Suja Sawafta | Re-reading Abdulrahman Munif's "Cities of Salt" in the Age of Climate Collapse
Suja Sawafta (University of Miami) | Re-reading Abdulrahman Munif's Cities of Salt in the Age of Climate Collapse
In the Arab world, it is often said that there are signs that indicate the end of the world, or at least the transition from one world into another: a fire in Yemen so big that it can be seen in Syria, an age where metal will speak, where structures that scrape the edge of the sky are built by barefoot Bedouins, and a reality where one is unable to easily distinguish truth from falsehood. It is no surprise, then, that the native tribes of Arabia feared that it was the end of the world when bulldozers arrived at the coasts of the Arabian Peninsula; their oases compromised, the trees uprooted, and dunes covered in pavement. In Abdulrahman Munif's Cities of Salt, a society is depicted on the brink of change just as fossil capital and its machinery take over the fictional oasis of Wadi al-Ayoun, transforming it into a petroleum refinery site. Munif's epic quintet famously challenges both the foundational narrative of the Kingdom of Saudi Arabia and depicts a community that resisted this new reality. In this, the series provides its reader with a guidebook that remains ever-relevant in the age of forest fires: It allows us to glean lessons from literature and illuminates the power of impactful social mobilisation, encouraging us to challenge fossil capitalism and its structures, and to turn to community as nature is destroyed.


§ **Work to complete**
Could the data below be retyped exactly, without its pictures?

BEGIN

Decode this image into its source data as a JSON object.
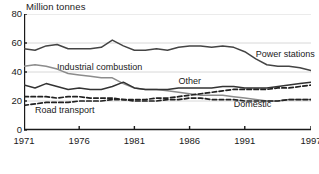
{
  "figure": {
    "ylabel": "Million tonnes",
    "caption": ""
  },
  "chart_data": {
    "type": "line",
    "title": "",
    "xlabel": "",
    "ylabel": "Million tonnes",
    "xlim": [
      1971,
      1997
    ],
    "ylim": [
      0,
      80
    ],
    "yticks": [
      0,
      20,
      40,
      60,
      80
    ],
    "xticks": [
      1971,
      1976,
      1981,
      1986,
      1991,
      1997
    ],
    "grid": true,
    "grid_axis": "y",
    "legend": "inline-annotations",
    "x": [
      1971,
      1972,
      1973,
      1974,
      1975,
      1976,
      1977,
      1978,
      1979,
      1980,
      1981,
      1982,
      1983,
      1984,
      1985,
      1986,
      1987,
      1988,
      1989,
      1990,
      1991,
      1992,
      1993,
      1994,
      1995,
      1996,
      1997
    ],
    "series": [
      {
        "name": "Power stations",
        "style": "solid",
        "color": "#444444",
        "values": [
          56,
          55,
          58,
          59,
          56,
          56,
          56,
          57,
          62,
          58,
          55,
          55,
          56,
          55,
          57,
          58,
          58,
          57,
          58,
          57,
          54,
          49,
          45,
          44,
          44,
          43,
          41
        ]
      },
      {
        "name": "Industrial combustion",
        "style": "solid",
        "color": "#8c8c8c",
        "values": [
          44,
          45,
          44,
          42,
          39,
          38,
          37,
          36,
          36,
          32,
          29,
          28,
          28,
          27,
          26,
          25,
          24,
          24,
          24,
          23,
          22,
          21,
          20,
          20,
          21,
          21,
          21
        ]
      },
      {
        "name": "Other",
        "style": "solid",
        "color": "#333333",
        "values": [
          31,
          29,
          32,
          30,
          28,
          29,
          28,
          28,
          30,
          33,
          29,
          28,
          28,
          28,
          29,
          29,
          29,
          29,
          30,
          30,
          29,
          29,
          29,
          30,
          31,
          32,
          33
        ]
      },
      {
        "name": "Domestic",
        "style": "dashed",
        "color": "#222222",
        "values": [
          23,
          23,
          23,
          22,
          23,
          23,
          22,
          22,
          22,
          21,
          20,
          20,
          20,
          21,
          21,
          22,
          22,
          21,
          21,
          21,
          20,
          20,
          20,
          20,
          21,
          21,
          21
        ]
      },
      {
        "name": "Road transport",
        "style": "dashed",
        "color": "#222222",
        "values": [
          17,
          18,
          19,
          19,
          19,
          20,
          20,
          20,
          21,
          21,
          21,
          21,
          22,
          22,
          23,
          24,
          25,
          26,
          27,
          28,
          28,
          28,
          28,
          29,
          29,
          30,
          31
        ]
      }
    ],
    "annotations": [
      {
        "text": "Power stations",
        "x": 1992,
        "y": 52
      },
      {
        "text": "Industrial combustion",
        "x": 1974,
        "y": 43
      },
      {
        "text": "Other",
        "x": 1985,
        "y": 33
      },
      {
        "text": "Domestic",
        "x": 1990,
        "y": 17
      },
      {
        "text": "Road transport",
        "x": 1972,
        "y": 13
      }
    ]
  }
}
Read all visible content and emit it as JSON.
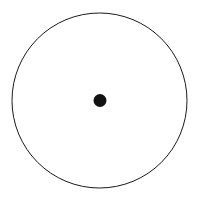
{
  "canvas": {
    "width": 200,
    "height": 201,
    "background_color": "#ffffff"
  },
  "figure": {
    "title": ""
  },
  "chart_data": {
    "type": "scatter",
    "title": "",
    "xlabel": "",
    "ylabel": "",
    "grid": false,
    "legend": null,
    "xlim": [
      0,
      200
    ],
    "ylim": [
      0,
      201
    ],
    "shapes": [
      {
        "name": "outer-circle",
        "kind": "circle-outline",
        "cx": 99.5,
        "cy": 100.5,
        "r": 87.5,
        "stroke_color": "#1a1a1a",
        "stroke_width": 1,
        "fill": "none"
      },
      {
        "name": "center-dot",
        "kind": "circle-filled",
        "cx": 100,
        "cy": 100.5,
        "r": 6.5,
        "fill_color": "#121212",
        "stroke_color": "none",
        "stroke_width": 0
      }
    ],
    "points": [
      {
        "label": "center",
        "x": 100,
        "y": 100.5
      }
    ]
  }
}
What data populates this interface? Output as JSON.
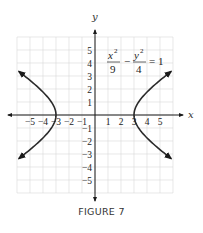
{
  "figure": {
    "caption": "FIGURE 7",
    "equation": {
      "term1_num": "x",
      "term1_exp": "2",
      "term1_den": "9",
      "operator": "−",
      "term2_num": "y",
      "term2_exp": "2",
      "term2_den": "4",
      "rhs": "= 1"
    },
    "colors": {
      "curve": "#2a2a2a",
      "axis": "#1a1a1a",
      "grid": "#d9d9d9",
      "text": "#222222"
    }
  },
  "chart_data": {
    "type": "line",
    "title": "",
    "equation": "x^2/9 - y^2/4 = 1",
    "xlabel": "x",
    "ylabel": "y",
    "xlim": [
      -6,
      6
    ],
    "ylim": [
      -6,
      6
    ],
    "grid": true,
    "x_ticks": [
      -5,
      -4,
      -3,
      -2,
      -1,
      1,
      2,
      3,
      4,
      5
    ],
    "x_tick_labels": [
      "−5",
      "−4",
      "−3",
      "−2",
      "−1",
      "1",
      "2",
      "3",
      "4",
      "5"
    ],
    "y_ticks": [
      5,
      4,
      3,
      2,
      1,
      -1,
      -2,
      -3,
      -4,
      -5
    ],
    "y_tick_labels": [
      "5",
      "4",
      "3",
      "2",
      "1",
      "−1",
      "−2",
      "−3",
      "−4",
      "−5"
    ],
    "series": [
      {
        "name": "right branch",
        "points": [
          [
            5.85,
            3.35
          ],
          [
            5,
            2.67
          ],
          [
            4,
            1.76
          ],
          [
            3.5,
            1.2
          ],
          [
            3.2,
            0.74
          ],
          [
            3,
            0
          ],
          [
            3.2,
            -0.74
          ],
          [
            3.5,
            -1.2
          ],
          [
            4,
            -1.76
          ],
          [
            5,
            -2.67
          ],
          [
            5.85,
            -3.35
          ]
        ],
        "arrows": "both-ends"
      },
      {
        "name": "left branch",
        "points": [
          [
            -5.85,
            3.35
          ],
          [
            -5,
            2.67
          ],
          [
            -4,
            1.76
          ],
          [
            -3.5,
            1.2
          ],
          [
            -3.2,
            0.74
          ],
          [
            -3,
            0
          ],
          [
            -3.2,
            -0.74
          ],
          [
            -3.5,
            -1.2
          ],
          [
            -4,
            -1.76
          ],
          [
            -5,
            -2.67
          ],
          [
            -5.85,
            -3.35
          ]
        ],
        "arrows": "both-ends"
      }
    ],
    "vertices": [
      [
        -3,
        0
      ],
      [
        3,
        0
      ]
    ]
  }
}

END

§ **Problem solution**
Decode this image into its source data as a JSON object.
{
  "figure": {
    "ylabel": "Million tonnes",
    "caption": ""
  },
  "chart_data": {
    "type": "line",
    "title": "",
    "xlabel": "",
    "ylabel": "Million tonnes",
    "xlim": [
      1971,
      1997
    ],
    "ylim": [
      0,
      80
    ],
    "yticks": [
      0,
      20,
      40,
      60,
      80
    ],
    "xticks": [
      1971,
      1976,
      1981,
      1986,
      1991,
      1997
    ],
    "grid": true,
    "grid_axis": "y",
    "legend": "inline-annotations",
    "x": [
      1971,
      1972,
      1973,
      1974,
      1975,
      1976,
      1977,
      1978,
      1979,
      1980,
      1981,
      1982,
      1983,
      1984,
      1985,
      1986,
      1987,
      1988,
      1989,
      1990,
      1991,
      1992,
      1993,
      1994,
      1995,
      1996,
      1997
    ],
    "series": [
      {
        "name": "Power stations",
        "style": "solid",
        "color": "#444444",
        "values": [
          56,
          55,
          58,
          59,
          56,
          56,
          56,
          57,
          62,
          58,
          55,
          55,
          56,
          55,
          57,
          58,
          58,
          57,
          58,
          57,
          54,
          49,
          45,
          44,
          44,
          43,
          41
        ]
      },
      {
        "name": "Industrial combustion",
        "style": "solid",
        "color": "#8c8c8c",
        "values": [
          44,
          45,
          44,
          42,
          39,
          38,
          37,
          36,
          36,
          32,
          29,
          28,
          28,
          27,
          26,
          25,
          24,
          24,
          24,
          23,
          22,
          21,
          20,
          20,
          21,
          21,
          21
        ]
      },
      {
        "name": "Other",
        "style": "solid",
        "color": "#333333",
        "values": [
          31,
          29,
          32,
          30,
          28,
          29,
          28,
          28,
          30,
          33,
          29,
          28,
          28,
          28,
          29,
          29,
          29,
          29,
          30,
          30,
          29,
          29,
          29,
          30,
          31,
          32,
          33
        ]
      },
      {
        "name": "Domestic",
        "style": "dashed",
        "color": "#222222",
        "values": [
          23,
          23,
          23,
          22,
          23,
          23,
          22,
          22,
          22,
          21,
          20,
          20,
          20,
          21,
          21,
          22,
          22,
          21,
          21,
          21,
          20,
          20,
          20,
          20,
          21,
          21,
          21
        ]
      },
      {
        "name": "Road transport",
        "style": "dashed",
        "color": "#222222",
        "values": [
          17,
          18,
          19,
          19,
          19,
          20,
          20,
          20,
          21,
          21,
          21,
          21,
          22,
          22,
          23,
          24,
          25,
          26,
          27,
          28,
          28,
          28,
          28,
          29,
          29,
          30,
          31
        ]
      }
    ],
    "annotations": [
      {
        "text": "Power stations",
        "x": 1992,
        "y": 52
      },
      {
        "text": "Industrial combustion",
        "x": 1974,
        "y": 43
      },
      {
        "text": "Other",
        "x": 1985,
        "y": 33
      },
      {
        "text": "Domestic",
        "x": 1990,
        "y": 17
      },
      {
        "text": "Road transport",
        "x": 1972,
        "y": 13
      }
    ]
  }
}
Read all visible content and emit it as JSON.
{
  "canvas": {
    "width": 200,
    "height": 201,
    "background_color": "#ffffff"
  },
  "figure": {
    "title": ""
  },
  "chart_data": {
    "type": "scatter",
    "title": "",
    "xlabel": "",
    "ylabel": "",
    "grid": false,
    "legend": null,
    "xlim": [
      0,
      200
    ],
    "ylim": [
      0,
      201
    ],
    "shapes": [
      {
        "name": "outer-circle",
        "kind": "circle-outline",
        "cx": 99.5,
        "cy": 100.5,
        "r": 87.5,
        "stroke_color": "#1a1a1a",
        "stroke_width": 1,
        "fill": "none"
      },
      {
        "name": "center-dot",
        "kind": "circle-filled",
        "cx": 100,
        "cy": 100.5,
        "r": 6.5,
        "fill_color": "#121212",
        "stroke_color": "none",
        "stroke_width": 0
      }
    ],
    "points": [
      {
        "label": "center",
        "x": 100,
        "y": 100.5
      }
    ]
  }
}
What data populates this interface? Output as JSON.
{
  "figure": {
    "caption": "FIGURE 7",
    "equation": {
      "term1_num": "x",
      "term1_exp": "2",
      "term1_den": "9",
      "operator": "−",
      "term2_num": "y",
      "term2_exp": "2",
      "term2_den": "4",
      "rhs": "= 1"
    },
    "colors": {
      "curve": "#2a2a2a",
      "axis": "#1a1a1a",
      "grid": "#d9d9d9",
      "text": "#222222"
    }
  },
  "chart_data": {
    "type": "line",
    "title": "",
    "equation": "x^2/9 - y^2/4 = 1",
    "xlabel": "x",
    "ylabel": "y",
    "xlim": [
      -6,
      6
    ],
    "ylim": [
      -6,
      6
    ],
    "grid": true,
    "x_ticks": [
      -5,
      -4,
      -3,
      -2,
      -1,
      1,
      2,
      3,
      4,
      5
    ],
    "x_tick_labels": [
      "−5",
      "−4",
      "−3",
      "−2",
      "−1",
      "1",
      "2",
      "3",
      "4",
      "5"
    ],
    "y_ticks": [
      5,
      4,
      3,
      2,
      1,
      -1,
      -2,
      -3,
      -4,
      -5
    ],
    "y_tick_labels": [
      "5",
      "4",
      "3",
      "2",
      "1",
      "−1",
      "−2",
      "−3",
      "−4",
      "−5"
    ],
    "series": [
      {
        "name": "right branch",
        "points": [
          [
            5.85,
            3.35
          ],
          [
            5,
            2.67
          ],
          [
            4,
            1.76
          ],
          [
            3.5,
            1.2
          ],
          [
            3.2,
            0.74
          ],
          [
            3,
            0
          ],
          [
            3.2,
            -0.74
          ],
          [
            3.5,
            -1.2
          ],
          [
            4,
            -1.76
          ],
          [
            5,
            -2.67
          ],
          [
            5.85,
            -3.35
          ]
        ],
        "arrows": "both-ends"
      },
      {
        "name": "left branch",
        "points": [
          [
            -5.85,
            3.35
          ],
          [
            -5,
            2.67
          ],
          [
            -4,
            1.76
          ],
          [
            -3.5,
            1.2
          ],
          [
            -3.2,
            0.74
          ],
          [
            -3,
            0
          ],
          [
            -3.2,
            -0.74
          ],
          [
            -3.5,
            -1.2
          ],
          [
            -4,
            -1.76
          ],
          [
            -5,
            -2.67
          ],
          [
            -5.85,
            -3.35
          ]
        ],
        "arrows": "both-ends"
      }
    ],
    "vertices": [
      [
        -3,
        0
      ],
      [
        3,
        0
      ]
    ]
  }
}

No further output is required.